Analysis

British See American Election as Most Consequential in Decades

British commentators write that in no other election has the idea of America been so obviously at stake.

London England
Skyline of London, England, June 13, 2016 (Unsplash/Fred Moon)

The view from the United Kingdom is that today’s presidential election in the United States is the most consequential in over half a century. Edward Luce even argues in the Financial Times that the stakes are higher this year than they ever have been since the end of the Civil War.

That may be a little hyperbolic. Imagine Republican Wendell Willkie had won the 1940 election and kept the United States out of World War II.

But Alex Massie is probably right when he writes in The Spectator — Britain’s leading conservative weekly — that in no other contest has the idea of America been so obviously at stake.

In no other has the survival of that idea been so obviously threatened. Its loss would impoverish the United States and, in some strange but meaningful manner, the rest of us as well. It would feel like a kind of failure. The final closing or evaporation of the American idea.

White resentment

Massie recognizes Trump’s appeal to the losers of globalization, the left-behind and those who, deep down, never quite accepted the legitimacy the current, black president, Barack Obama. Trump, he writes, “leads a white man’s movement in an America that is no longer the exclusive preserve of white men.”

His election would do nothing for the voters he purports to represent, Massie argues, but it would be one in the eye for the coastal sneering classes. “And that has to be worth something.”

That’s also why, in every country, you can rely on the worst kinds of people to support Trump. He appeals to the kind of people who get their kicks from shooting other people’s cats and these people exist everywhere.

A Clinton win would be a victory for civility but would by no means restore the American body politic to full health.

Pessimistic

It is hard to pinpoint when and why Americans lost faith in their system, writes Luce. “Some point to rising inequality. Others blame the growth of government.”

Whatever the cause, it predates Clinton.

I am personally hopeful that she may be able to rehabilitate the art of politics, but Luce is pessimistic: little will unite the now-disparate Republican Party other than its opposition to Clinton, he argues, and two or four more years of gridlock and government-by-emergency are just what the country doesn’t need.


Starting at the line with "with rect(x1, y1, x2, y2).", set down each line of the entries below through the last one, exactly as it stands.

--- Exercise materials ---

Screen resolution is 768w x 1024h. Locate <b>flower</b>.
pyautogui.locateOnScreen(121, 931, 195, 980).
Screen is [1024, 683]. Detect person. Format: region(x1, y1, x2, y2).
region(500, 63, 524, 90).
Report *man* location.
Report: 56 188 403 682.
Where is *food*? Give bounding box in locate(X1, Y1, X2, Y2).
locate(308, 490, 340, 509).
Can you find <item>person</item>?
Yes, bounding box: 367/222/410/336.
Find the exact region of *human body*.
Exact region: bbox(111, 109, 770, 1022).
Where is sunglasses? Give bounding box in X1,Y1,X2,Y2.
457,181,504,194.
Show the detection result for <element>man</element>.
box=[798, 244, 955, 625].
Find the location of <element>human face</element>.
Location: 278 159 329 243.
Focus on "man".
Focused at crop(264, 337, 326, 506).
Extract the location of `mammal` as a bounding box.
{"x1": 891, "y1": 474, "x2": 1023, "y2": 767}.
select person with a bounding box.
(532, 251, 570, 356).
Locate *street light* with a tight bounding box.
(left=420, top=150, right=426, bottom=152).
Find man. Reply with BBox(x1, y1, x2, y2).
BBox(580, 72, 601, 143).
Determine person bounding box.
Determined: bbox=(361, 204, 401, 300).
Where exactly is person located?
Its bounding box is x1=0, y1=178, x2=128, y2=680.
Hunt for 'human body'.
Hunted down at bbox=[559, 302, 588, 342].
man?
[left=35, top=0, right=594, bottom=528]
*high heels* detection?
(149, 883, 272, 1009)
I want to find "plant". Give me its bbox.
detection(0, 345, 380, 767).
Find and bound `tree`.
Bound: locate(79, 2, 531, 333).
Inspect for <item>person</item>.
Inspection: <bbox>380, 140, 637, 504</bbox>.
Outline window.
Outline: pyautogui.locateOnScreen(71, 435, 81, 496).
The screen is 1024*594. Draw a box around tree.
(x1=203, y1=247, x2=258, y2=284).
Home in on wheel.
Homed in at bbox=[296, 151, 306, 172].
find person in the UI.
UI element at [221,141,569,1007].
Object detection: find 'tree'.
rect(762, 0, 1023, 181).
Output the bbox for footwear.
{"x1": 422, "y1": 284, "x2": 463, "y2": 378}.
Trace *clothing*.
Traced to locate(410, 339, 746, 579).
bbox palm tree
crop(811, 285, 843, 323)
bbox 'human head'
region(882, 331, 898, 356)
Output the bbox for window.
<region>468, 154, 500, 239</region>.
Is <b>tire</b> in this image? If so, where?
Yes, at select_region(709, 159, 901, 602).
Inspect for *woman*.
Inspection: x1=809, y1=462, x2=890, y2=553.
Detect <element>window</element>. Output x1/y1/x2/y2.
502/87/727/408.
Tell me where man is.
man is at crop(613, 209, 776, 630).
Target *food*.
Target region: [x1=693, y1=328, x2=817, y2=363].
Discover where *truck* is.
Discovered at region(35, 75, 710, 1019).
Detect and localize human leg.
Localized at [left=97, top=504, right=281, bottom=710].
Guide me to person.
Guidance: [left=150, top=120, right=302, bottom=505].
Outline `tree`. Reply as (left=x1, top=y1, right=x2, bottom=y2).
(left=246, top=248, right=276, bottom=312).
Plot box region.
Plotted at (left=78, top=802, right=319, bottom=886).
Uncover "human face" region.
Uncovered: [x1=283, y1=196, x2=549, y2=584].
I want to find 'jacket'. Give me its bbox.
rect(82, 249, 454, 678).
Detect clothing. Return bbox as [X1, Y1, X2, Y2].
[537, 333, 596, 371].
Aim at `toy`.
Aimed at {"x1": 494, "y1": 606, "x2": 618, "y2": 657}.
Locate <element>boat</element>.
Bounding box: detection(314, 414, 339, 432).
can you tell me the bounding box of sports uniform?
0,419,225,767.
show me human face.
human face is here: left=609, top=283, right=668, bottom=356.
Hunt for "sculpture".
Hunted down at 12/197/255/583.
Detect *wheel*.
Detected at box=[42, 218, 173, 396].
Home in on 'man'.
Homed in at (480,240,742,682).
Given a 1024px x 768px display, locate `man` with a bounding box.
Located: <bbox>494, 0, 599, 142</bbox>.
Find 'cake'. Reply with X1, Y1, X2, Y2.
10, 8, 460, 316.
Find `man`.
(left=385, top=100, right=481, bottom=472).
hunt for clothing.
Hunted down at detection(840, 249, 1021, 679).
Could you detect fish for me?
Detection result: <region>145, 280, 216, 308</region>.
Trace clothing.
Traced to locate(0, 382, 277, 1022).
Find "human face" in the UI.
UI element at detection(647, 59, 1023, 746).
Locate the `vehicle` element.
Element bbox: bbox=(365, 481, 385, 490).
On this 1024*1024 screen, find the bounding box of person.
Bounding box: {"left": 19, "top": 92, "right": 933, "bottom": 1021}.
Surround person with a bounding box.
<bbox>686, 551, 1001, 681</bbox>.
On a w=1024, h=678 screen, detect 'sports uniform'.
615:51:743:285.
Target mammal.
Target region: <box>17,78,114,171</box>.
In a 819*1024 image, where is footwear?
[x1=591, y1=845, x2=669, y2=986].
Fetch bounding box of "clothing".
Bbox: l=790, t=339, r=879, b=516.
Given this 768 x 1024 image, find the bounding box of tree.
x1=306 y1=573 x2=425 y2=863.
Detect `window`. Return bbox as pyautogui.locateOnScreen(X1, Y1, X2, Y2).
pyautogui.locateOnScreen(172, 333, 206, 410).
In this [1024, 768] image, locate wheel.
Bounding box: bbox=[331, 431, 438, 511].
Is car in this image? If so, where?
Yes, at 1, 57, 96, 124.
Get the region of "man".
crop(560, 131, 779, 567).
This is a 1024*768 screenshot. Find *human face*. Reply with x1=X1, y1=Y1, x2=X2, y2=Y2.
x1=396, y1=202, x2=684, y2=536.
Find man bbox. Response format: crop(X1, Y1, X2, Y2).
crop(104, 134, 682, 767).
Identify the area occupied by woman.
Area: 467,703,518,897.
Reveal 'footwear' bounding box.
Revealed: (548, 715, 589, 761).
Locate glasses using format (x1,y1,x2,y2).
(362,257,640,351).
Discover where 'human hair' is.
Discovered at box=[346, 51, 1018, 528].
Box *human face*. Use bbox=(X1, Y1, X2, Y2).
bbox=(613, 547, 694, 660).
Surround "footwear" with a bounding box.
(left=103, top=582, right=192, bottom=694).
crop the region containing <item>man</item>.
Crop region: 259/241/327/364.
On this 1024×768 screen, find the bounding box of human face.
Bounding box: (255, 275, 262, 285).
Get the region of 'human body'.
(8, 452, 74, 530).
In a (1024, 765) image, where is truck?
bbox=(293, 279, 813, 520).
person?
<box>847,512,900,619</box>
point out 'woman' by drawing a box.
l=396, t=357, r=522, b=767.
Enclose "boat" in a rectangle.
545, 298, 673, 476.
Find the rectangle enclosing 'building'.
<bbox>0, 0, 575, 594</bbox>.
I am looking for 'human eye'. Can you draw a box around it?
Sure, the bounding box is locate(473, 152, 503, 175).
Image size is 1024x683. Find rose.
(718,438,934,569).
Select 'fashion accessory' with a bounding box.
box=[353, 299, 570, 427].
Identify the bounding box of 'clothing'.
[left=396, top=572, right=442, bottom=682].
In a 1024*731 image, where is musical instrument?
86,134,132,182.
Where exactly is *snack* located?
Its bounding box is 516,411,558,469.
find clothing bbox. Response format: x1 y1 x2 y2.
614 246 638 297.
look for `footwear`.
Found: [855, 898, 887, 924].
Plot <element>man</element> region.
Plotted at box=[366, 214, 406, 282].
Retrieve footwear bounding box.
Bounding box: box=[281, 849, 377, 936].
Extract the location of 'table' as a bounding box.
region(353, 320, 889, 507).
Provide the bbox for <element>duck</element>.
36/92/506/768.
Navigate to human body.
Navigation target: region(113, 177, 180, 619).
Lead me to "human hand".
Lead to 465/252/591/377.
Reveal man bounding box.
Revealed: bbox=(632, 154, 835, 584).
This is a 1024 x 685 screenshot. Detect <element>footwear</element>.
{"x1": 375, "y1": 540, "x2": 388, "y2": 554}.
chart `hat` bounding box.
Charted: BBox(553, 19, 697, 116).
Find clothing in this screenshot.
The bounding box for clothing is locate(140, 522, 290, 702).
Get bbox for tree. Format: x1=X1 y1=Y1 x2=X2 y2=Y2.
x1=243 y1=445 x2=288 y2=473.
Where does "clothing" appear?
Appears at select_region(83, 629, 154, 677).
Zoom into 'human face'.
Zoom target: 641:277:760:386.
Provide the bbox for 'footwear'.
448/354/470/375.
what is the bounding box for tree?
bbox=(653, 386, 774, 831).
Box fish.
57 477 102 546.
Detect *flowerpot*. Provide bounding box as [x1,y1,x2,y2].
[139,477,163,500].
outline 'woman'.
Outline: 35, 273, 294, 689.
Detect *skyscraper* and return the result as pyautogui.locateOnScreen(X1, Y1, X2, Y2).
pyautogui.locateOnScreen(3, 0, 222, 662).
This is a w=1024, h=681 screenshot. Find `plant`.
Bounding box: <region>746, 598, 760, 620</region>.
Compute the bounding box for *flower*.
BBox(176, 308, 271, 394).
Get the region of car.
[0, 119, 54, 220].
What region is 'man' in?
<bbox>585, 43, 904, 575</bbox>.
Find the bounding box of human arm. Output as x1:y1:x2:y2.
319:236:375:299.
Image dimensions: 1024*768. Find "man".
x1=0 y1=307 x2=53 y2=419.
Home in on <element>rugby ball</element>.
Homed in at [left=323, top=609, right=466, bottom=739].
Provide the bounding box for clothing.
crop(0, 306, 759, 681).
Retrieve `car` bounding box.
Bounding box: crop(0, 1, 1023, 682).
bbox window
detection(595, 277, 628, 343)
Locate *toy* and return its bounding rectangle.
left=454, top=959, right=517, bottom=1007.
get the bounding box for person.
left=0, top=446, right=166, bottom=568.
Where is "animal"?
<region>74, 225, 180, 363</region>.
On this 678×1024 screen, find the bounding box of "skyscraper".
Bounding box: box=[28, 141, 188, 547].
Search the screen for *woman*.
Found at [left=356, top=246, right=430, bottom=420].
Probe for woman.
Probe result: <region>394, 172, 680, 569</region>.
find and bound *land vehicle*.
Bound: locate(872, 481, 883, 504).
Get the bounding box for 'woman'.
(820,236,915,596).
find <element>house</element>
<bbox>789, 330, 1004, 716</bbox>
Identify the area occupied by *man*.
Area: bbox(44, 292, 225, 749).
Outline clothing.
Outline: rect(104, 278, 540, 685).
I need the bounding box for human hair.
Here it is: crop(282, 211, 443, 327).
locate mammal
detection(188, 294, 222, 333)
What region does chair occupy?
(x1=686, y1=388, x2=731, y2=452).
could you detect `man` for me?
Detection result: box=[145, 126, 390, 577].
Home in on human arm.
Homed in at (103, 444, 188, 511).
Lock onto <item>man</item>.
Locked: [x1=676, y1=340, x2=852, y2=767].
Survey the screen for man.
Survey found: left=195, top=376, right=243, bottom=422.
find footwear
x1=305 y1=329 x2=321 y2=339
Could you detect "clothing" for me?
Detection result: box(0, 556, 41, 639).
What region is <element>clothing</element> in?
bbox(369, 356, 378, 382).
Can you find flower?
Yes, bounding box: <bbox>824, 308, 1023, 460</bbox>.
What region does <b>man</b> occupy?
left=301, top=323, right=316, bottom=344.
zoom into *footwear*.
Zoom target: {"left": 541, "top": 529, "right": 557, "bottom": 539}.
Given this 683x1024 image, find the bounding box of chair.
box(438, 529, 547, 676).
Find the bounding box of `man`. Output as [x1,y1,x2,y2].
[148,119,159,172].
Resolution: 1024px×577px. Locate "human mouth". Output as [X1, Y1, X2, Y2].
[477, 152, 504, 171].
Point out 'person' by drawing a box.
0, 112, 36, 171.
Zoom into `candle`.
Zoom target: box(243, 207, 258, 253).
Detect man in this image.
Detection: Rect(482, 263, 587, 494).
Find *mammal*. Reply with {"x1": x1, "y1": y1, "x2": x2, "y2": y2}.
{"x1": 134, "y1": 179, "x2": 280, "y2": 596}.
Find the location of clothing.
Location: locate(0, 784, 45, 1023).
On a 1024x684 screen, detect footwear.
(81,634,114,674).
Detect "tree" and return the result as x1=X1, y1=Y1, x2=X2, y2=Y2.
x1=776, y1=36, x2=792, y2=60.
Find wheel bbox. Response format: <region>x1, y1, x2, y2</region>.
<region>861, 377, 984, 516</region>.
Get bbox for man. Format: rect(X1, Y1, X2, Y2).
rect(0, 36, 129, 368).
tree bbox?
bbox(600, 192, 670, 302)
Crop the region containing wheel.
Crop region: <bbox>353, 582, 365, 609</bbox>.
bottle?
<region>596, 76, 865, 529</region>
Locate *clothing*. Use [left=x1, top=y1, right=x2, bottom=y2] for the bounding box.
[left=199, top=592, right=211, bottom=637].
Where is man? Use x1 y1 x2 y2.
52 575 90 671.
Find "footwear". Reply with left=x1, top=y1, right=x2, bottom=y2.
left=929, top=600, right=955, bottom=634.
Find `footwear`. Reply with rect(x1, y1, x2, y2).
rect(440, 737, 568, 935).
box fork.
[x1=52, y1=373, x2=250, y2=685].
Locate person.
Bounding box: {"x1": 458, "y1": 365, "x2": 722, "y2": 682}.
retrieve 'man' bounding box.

---

Task response =
Find `footwear`. Reply with rect(x1, y1, x2, y2).
rect(440, 737, 568, 935).
box fork.
[x1=52, y1=373, x2=250, y2=685].
Locate person.
Bounding box: {"x1": 458, "y1": 365, "x2": 722, "y2": 682}.
retrieve 'man' bounding box.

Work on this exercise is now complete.